Tom Lane wrote:
Peter Eisentraut <[EMAIL PROTECTED]> writes:
Here is a patch to reimplement the xmlconcat functionality as a variadic function instead of a hardcoded special expression type.

What's the point of this?  I suppose making xmlconcat not a keyword is
some small advantage, but having it behave subtly differently from the
other xmlfoo functions isn't really all that nice.

Different from what and how? We already have a mix of XML functions implemented in user space and some as built-in expressions. And they all have different signatures and purposes, so I don't see a lot of need to align anything here.

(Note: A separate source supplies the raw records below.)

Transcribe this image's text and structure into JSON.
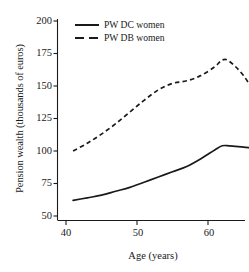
{
  "chart_data": {
    "type": "line",
    "title": "",
    "xlabel": "Age (years)",
    "ylabel": "Pension wealth (thousands of euros)",
    "xlim": [
      40,
      69
    ],
    "ylim": [
      50,
      200
    ],
    "xticks": [
      40,
      50,
      60
    ],
    "yticks": [
      50,
      75,
      100,
      125,
      150,
      175,
      200
    ],
    "grid": false,
    "legend_position": "top-center",
    "x": [
      41,
      43,
      45,
      47,
      49,
      51,
      53,
      55,
      57,
      59,
      61,
      62,
      63,
      65,
      67,
      68
    ],
    "series": [
      {
        "name": "PW DC women",
        "style": "solid",
        "color": "#1a1a1a",
        "values": [
          62,
          64,
          66,
          69,
          72,
          76,
          80,
          84,
          88,
          94,
          101,
          104,
          104,
          103,
          102,
          102
        ]
      },
      {
        "name": "PW DB women",
        "style": "dashed",
        "color": "#1a1a1a",
        "values": [
          100,
          106,
          113,
          121,
          130,
          139,
          147,
          152,
          154,
          158,
          165,
          170,
          169,
          158,
          140,
          124
        ]
      }
    ]
  },
  "axis": {
    "y_tick_labels": [
      "200",
      "175",
      "150",
      "125",
      "100",
      "75",
      "50"
    ],
    "x_tick_labels": [
      "40",
      "50",
      "60"
    ],
    "y_title": "Pension wealth (thousands of euros)",
    "x_title": "Age (years)"
  },
  "legend": {
    "items": [
      {
        "label": "PW DC women",
        "key": "solid-line-key"
      },
      {
        "label": "PW DB women",
        "key": "dashed-line-key"
      }
    ]
  }
}
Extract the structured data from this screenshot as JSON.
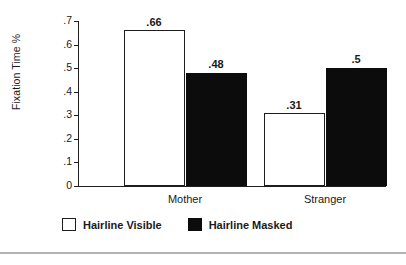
{
  "chart_data": {
    "type": "bar",
    "title": "",
    "xlabel": "",
    "ylabel": "Fixation Time %",
    "categories": [
      "Mother",
      "Stranger"
    ],
    "series": [
      {
        "name": "Hairline Visible",
        "color": "#ffffff",
        "values": [
          0.66,
          0.31
        ],
        "labels": [
          ".66",
          ".31"
        ]
      },
      {
        "name": "Hairline Masked",
        "color": "#0c0c0c",
        "values": [
          0.48,
          0.5
        ],
        "labels": [
          ".48",
          ".5"
        ]
      }
    ],
    "ylim": [
      0,
      0.7
    ],
    "yticks": [
      0,
      0.1,
      0.2,
      0.3,
      0.4,
      0.5,
      0.6,
      0.7
    ],
    "ytick_labels": [
      "0",
      ".1",
      ".2",
      ".3",
      ".4",
      ".5",
      ".6",
      ".7"
    ],
    "grid": false,
    "legend_position": "bottom-left"
  },
  "axis": {
    "y_title": "Fixation Time %"
  },
  "legend": {
    "items": [
      {
        "label": "Hairline Visible",
        "swatch": "white-square-swatch"
      },
      {
        "label": "Hairline Masked",
        "swatch": "black-square-swatch"
      }
    ]
  },
  "colors": {
    "axis": "#1d1d1d",
    "bar_masked": "#0c0c0c",
    "bar_visible": "#ffffff",
    "rule": "#b3b3b3",
    "background": "#ffffff"
  }
}
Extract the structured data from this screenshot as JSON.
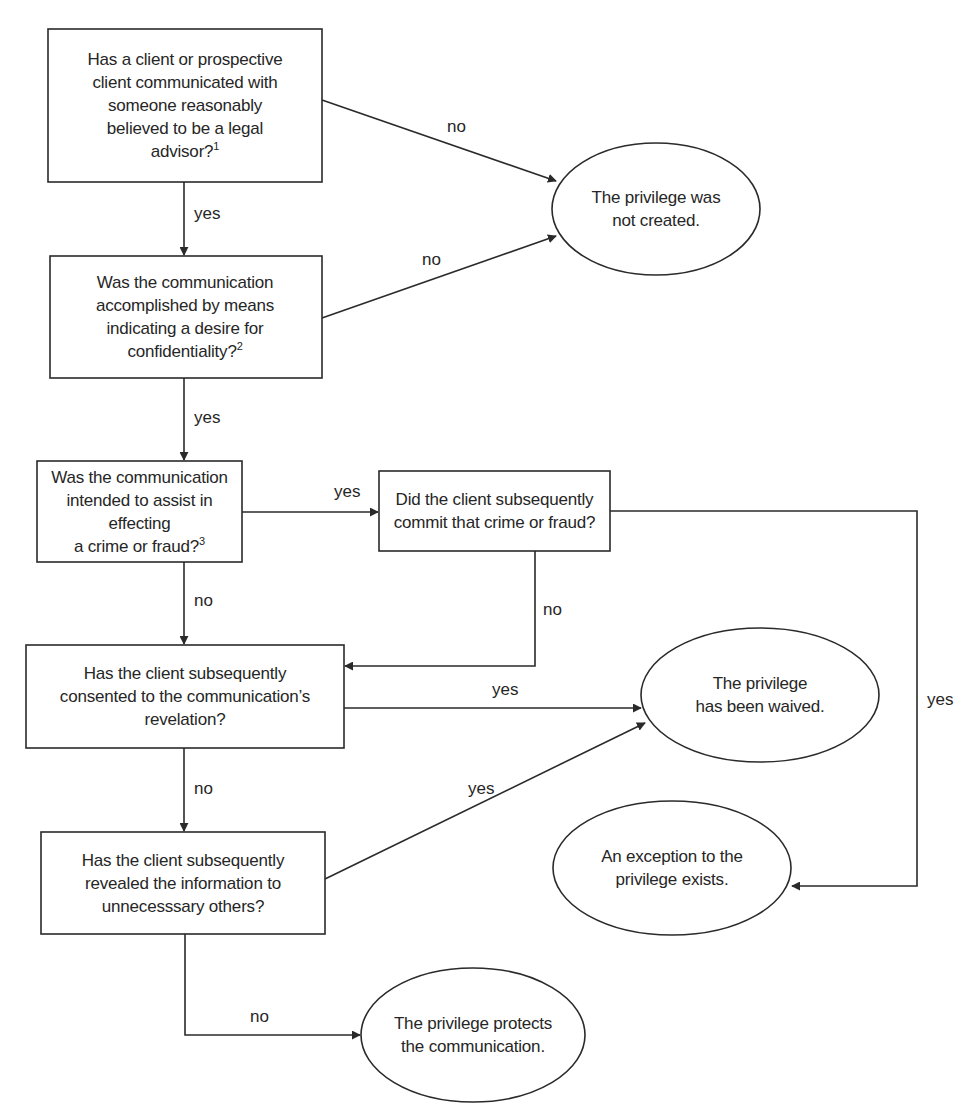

If variadic functions had been available in 8.3, we would probably have implemented xmlconcat like this in the first place.

And the change in
this error message is not for the better:

*** 55,63 ****
  (1 row)
  SELECT xmlconcat(1, 2);
! ERROR:  argument of XMLCONCAT must be type xml, not type integer
  LINE 1: SELECT xmlconcat(1, 2);
!                          ^
  SELECT xmlconcat('bad', '<syntax');
  ERROR:  invalid XML content
  LINE 1: SELECT xmlconcat('bad', '<syntax');
--- 55,64 ----
  (1 row)
  SELECT xmlconcat(1, 2);
! ERROR:  function xmlconcat(integer, integer) does not exist
  LINE 1: SELECT xmlconcat(1, 2);
!                ^
! HINT:  No function matches the given name and argument types. You might need 
to add explicit type casts.
  SELECT xmlconcat('bad', '<syntax');
  ERROR:  invalid XML content
  LINE 1: SELECT xmlconcat('bad', '<syntax');

If you think this is a problem, then it can be fixed. I never particularly liked this second error message in general. A much better hint that would address this case and many others might be:

ERROR: function foo(type, type) does not exist
HINT: There is foo(type, type) and foo(type, type) instead.

There are a number of other distinguishable cases that call for better hints, e.g., no foo() exists at all. I think in my experience, "you need to add explicit type casts" has almost never been the actual solution when this message comes up.